In 2020, several laws were passed allowing public meetings at the state and local level to be held via teleconferencing rather than in-person, bypassing public meeting laws such as the Brown Act and the Bagley-Keene Open Meeting Act. As COVID cases began dropping in the latter half of 2021, newer orders and bills put sunset dates on allowing teleconferencing meetings. AB 361, passed in September of last year, put in many end dates, including a January 1, 2024 end date for teleconferencing for local agencies and a January 31, 2022 end date for state and legislative bodies. An Executive Order signed by Newsom only days after signing AB 361 helped solidify the dates by making any local decisions on meetings being beholden to AB 361.
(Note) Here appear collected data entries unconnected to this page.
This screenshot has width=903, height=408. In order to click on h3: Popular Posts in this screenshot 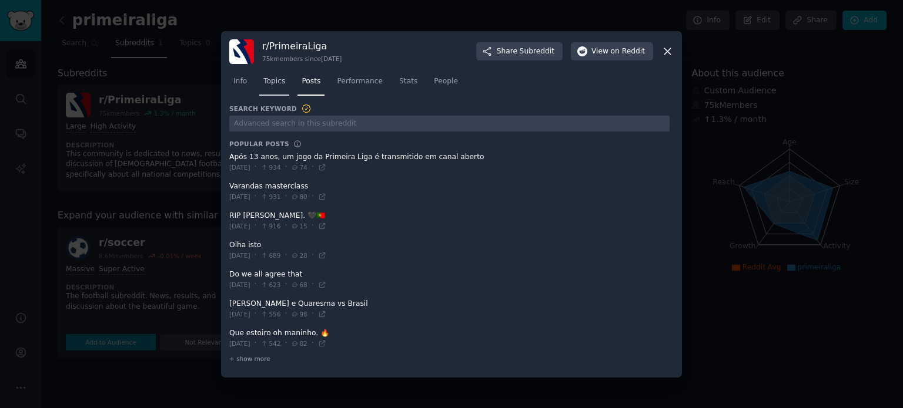, I will do `click(259, 144)`. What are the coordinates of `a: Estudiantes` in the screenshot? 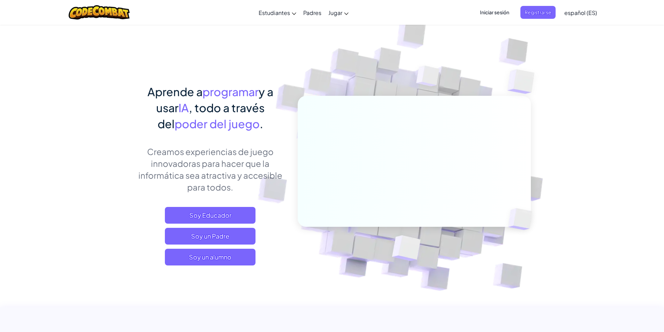 It's located at (278, 13).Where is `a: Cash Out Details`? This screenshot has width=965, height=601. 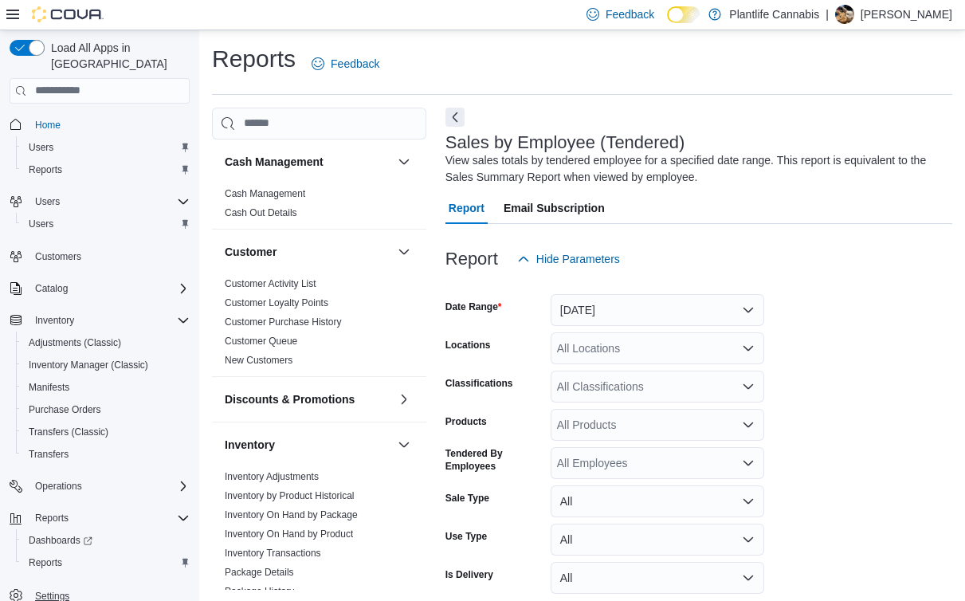
a: Cash Out Details is located at coordinates (261, 213).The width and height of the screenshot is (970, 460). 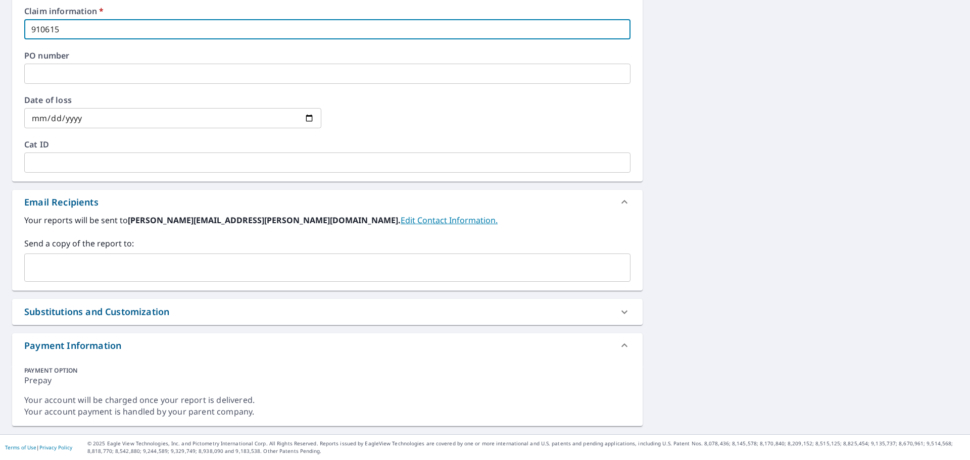 I want to click on label: PO number, so click(x=327, y=56).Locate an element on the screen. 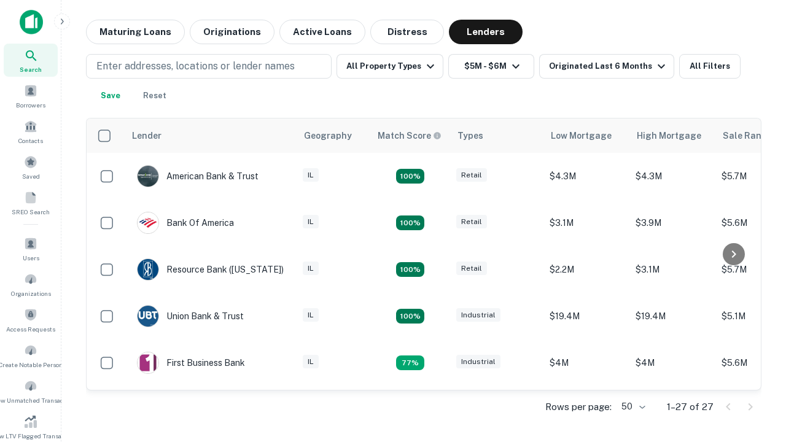 This screenshot has height=442, width=786. div: Review Unmatched Transactions is located at coordinates (31, 391).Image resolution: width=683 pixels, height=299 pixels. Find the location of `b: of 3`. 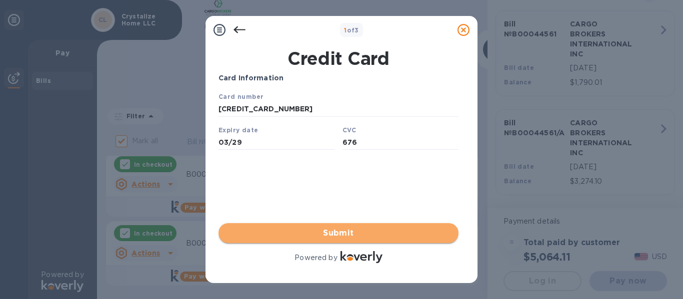

b: of 3 is located at coordinates (351, 30).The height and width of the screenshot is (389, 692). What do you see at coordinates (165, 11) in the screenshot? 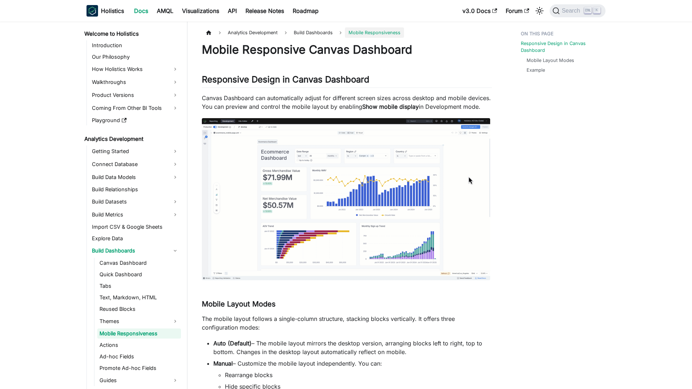
I see `a: AMQL` at bounding box center [165, 11]. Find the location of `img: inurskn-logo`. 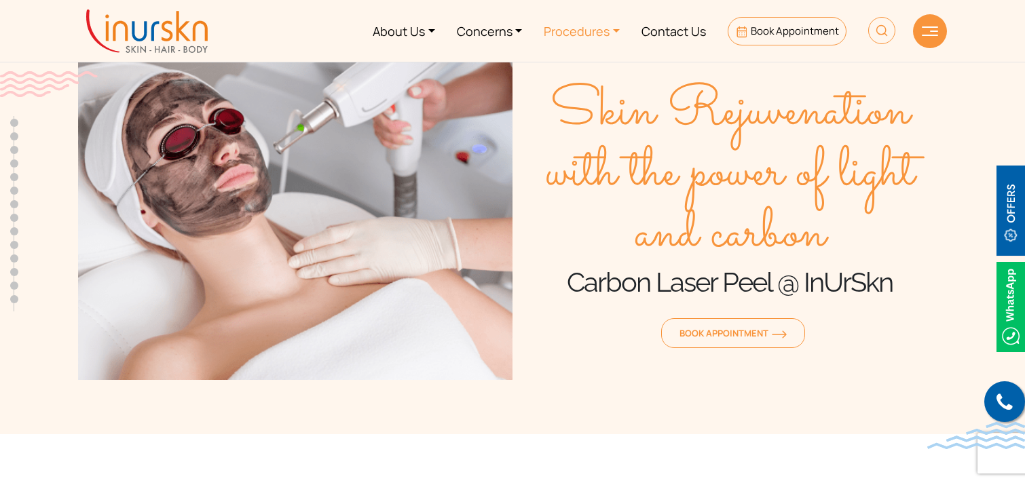

img: inurskn-logo is located at coordinates (147, 31).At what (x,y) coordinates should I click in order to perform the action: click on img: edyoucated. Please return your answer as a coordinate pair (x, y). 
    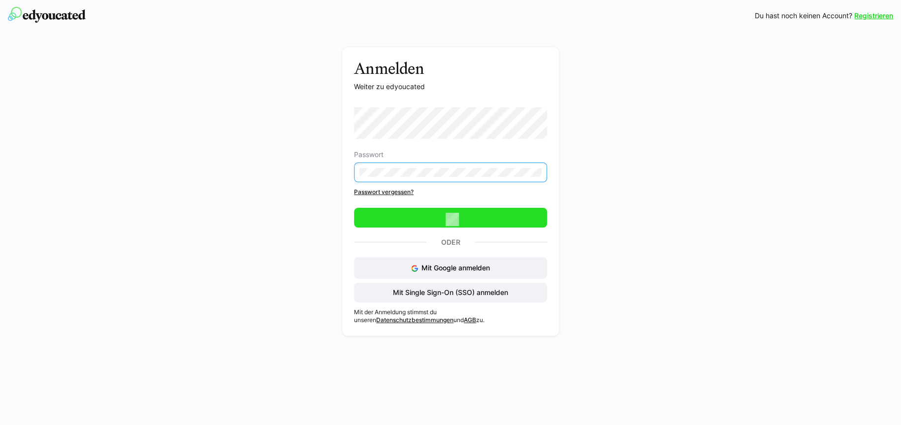
    Looking at the image, I should click on (47, 15).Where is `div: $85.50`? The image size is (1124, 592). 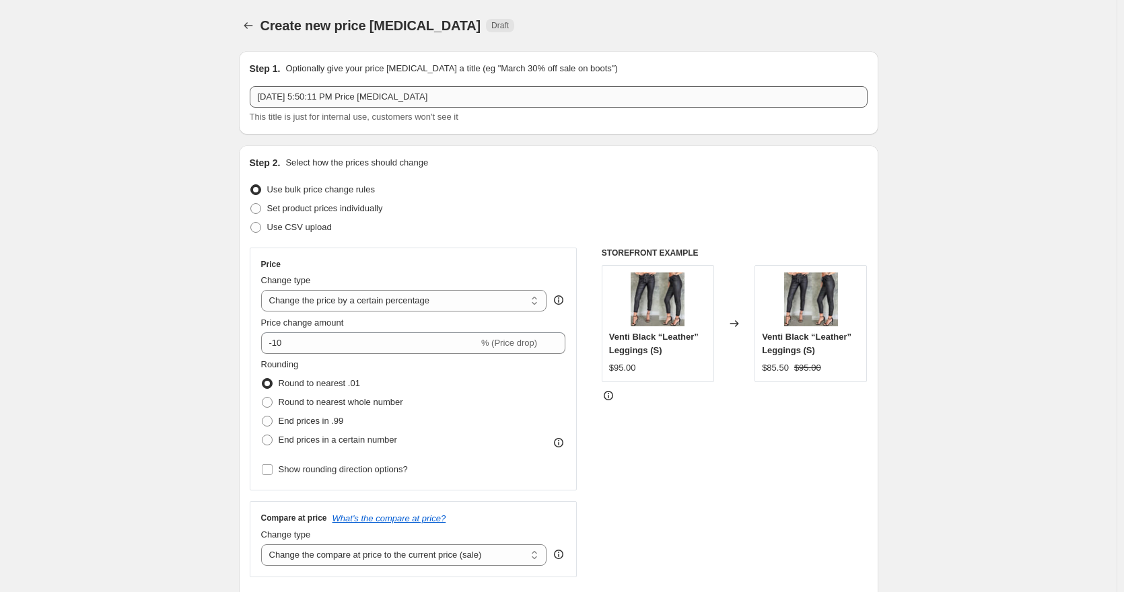 div: $85.50 is located at coordinates (775, 368).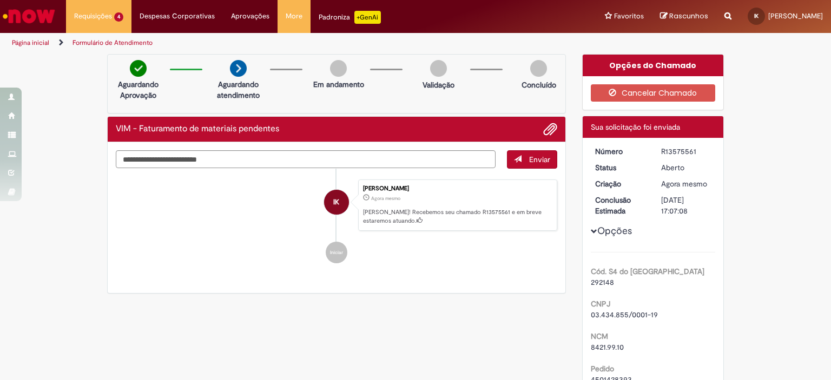 The image size is (831, 380). I want to click on span: 4, so click(118, 17).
However, the rise of the omicron COVID-19 variant, which is averaging 28,000 new cases in California each day, has made many lawmakers skittish of returning to in-person meetings, especially larger public meetings that could prove to be a COVID-19 risk. In response, Governor Newsom extended AB 361 on Wednesday, allowing public meeting teleconferences to continue through March 31st, giving them an extra two months in the hopes that new COVID-19 cases would go down significantly by then.
“Governor Gavin Newsom today signed an executive order to protect Californians amid increasing COVID-19 case rates and hospitalizations driven by the fast-spreading Omicron variant,” said the Governor’s office in a press release on Wednesday. “The order extends the sunset of AB 361, which the Governor signed in September to extend the flexibilities provided in a prior executive order enabling public agencies to meet remotely during the COVID-19 emergency. Under the order signed today, state bodies are permitted to continue holding public meetings via teleconference through March 31, 2022.”
While in-person meetings are now expected to resume in April, it is likely that the order will be extended again due to possible future surges, new variants appearing, and other factors that could lead teleconferencing meetings later into the year.
“Not a lot of people like teleconferencing meetings,” explained Sarah Keene-Smith, a city government meeting organizer in Southern California to the Globe on Thursday. “For some lawmakers and state workers, making decisions more out of public view has been beneficial, especially if there is a policy or something they’re trying to sneak in. But a lot of people also want transparency. Even if they themselves don’t want to go to these meetings, they want the press to report on it, or concerned citizens to ask questions during these meetings, and generally want people to still be involved.”
“This Executive Order is being made out of caution for the COVID surge, but it’s also keeping the public out for a few more months.”
Following the Executive Order on Wednesday, state body teleconferencing is due to end on March 31st. Extensions of other forms of teleconferenced meetings may also occur soon.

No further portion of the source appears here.